Tuesday, 17 November 2015

Day Nine - The Shennong Stream and Goddess Peak

The first gorge - Longchuan Canyon
We took an excursion ferry up the Shennong stream to see three smaller gorges. They were much narrower than the gorges on the Yangtze river and very beautiful.  The second gorge is called the Parrot gorge because apparently the peak looks like a parrot, much laughter ensued because we thought the guide had said a pirate!  


Qia (swallow) cave in Parrot Gorge
Hanging coffin in Shennong canyon
We passed an enormous cave which is home to thousands of swallows and also saw caves which contained hanging coffins. In ancient times the mountain people had little land in which to bury their dead so they only buried them for a short time and then exhumed the bones and placed them in a wooden coffin suspended (away from any predators) in a cave high on the mountain. Since the dam has raised the river level these caves are no longer so high up and are more visible and some have even had to be removed as the water would have covered them.
The Shanghai-Chengdu bridge!
Before the dam was built the people of Shennong used to partly earn their living by hauling boats over the shallows, some still live by agriculture, others have gone to the city. There are some however that still live so remotely that their only access is by walking down to the waterside and their children do this walk and boat ride to go to school and then stay in the town for 10 days at a time because it is such a difficult journey. Their difficult transport options contrasted starkly with the new express way bridge we saw later.

Really inappropriately placed girls
Local herbs
Of course the less remote Shennong people also earn some money from tourism and they had a small commercial centre selling local dried herbs and clothing.

They also put on a show of local singing and dancing against a poster showing naked men hauling boats through the shallows which made for a very inappropriate backdrop to the performance!

Empress Wu Peak!?
The thinking man!?
In the afternoon we sailed through the second and third of the Yangtze gorges. First the Wuxia gorge and then the Qutangxia gorge. The on-board English-speaking river guide, Leo, described the scenery as we passed. Wuxia gorge is so called because one peak looks like Empress Wu. Another peak looks like a man thinking with his hands on his knees. Up the Shennong we'd been told of a peak that looked like a monkey and another that looked like an elephant, Leo however finally told us one was called Baseball Cap Peak! We thought he was just making them up for a joke but Mike, one of our group, told us it's called 'Pareidolia' where the mind perceives a familiar pattern of something where none actually exists! In that case the Chinese seem racially disposed to suffer from it.
The Goddess Peak

As we exited the Qutangxia gorge we saw the Goddess Peak. This is the symbol of the Three Gorge area of the Yangtze and is shown on the 10 Yuan note. 
10 Yuan note








The weirdness of the day came from the evening entertainment, a so-called Dance Party. This consisted of a half dozen disco tunes sandwiched between two episodes of Chinese language karaoke. It was as bad - to Western ears anyway - as it sounds!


Below are some records. Say how many of their lines contain the string "duct", and give nothing but the number.

[Information]
**********

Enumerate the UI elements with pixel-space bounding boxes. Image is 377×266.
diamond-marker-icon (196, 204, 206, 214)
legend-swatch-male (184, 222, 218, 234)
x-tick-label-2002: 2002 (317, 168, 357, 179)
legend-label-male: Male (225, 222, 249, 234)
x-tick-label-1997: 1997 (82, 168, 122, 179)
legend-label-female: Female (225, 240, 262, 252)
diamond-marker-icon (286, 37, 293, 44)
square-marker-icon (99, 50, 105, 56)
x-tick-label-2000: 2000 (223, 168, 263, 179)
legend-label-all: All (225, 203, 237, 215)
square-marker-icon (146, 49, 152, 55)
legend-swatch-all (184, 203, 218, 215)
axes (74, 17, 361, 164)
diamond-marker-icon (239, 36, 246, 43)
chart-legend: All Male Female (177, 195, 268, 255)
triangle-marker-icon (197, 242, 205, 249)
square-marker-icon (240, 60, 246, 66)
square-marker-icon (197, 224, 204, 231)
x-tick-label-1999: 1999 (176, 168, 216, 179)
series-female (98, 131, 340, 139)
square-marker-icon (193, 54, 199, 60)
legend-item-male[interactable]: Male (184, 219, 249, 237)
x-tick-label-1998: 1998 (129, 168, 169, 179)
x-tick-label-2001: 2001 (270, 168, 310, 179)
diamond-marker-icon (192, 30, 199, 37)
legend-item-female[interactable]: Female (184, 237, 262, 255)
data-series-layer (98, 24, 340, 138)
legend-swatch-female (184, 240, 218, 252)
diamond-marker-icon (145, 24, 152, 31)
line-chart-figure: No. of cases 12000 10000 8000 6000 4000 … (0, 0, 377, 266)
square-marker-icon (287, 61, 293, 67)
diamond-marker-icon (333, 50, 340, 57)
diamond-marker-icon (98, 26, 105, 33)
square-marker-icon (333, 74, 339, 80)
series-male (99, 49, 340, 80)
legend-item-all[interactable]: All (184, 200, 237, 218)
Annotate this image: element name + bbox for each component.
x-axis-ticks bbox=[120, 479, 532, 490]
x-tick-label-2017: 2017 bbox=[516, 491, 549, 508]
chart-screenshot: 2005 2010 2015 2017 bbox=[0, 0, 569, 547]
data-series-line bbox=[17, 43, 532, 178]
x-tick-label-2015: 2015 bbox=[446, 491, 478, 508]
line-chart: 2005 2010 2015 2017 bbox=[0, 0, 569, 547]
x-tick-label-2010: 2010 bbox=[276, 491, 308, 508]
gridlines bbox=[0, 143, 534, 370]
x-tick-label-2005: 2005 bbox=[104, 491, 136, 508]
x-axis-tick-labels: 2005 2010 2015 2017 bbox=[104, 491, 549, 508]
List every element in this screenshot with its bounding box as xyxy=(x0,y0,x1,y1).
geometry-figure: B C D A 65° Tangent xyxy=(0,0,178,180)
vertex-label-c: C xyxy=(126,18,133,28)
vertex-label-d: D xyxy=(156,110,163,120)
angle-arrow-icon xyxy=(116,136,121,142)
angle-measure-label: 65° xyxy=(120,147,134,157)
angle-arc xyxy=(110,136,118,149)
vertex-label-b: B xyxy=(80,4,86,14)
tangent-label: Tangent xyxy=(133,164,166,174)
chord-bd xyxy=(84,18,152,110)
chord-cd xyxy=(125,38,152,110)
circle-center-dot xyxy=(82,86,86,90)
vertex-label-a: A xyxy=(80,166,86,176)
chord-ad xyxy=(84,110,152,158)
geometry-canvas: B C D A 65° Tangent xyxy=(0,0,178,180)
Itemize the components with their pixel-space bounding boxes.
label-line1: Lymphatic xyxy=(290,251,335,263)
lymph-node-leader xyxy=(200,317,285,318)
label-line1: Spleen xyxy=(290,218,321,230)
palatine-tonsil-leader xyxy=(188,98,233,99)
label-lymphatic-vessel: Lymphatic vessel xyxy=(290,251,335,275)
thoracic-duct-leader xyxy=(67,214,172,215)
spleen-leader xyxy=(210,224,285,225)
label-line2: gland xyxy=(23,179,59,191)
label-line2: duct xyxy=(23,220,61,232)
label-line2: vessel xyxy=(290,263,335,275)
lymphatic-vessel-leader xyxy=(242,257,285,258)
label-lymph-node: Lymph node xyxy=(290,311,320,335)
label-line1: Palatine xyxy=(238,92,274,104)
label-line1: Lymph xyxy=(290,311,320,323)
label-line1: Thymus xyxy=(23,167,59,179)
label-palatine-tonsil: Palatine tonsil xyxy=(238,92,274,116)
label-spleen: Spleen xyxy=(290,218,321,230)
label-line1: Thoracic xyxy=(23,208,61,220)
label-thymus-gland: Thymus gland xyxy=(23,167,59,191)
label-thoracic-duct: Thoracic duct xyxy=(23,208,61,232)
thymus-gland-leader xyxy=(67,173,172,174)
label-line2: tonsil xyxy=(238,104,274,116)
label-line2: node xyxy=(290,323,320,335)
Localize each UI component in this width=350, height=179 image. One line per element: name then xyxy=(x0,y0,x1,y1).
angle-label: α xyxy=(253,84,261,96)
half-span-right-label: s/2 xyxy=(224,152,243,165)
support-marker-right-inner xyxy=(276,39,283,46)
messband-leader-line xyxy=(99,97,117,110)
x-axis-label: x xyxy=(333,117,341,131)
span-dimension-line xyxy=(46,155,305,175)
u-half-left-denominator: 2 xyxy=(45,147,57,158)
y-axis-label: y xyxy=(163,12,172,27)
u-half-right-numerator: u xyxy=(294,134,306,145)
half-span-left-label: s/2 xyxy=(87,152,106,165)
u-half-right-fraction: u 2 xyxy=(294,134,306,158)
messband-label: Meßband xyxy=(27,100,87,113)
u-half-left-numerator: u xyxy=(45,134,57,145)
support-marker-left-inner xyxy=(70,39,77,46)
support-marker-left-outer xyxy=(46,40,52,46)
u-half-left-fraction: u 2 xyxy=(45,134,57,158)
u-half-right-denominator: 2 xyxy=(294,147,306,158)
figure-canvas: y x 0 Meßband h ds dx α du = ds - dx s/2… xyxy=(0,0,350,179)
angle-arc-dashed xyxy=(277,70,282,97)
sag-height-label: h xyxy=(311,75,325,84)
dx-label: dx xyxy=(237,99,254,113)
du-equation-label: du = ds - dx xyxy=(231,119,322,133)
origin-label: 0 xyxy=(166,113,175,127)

**********

[Problem solution]
3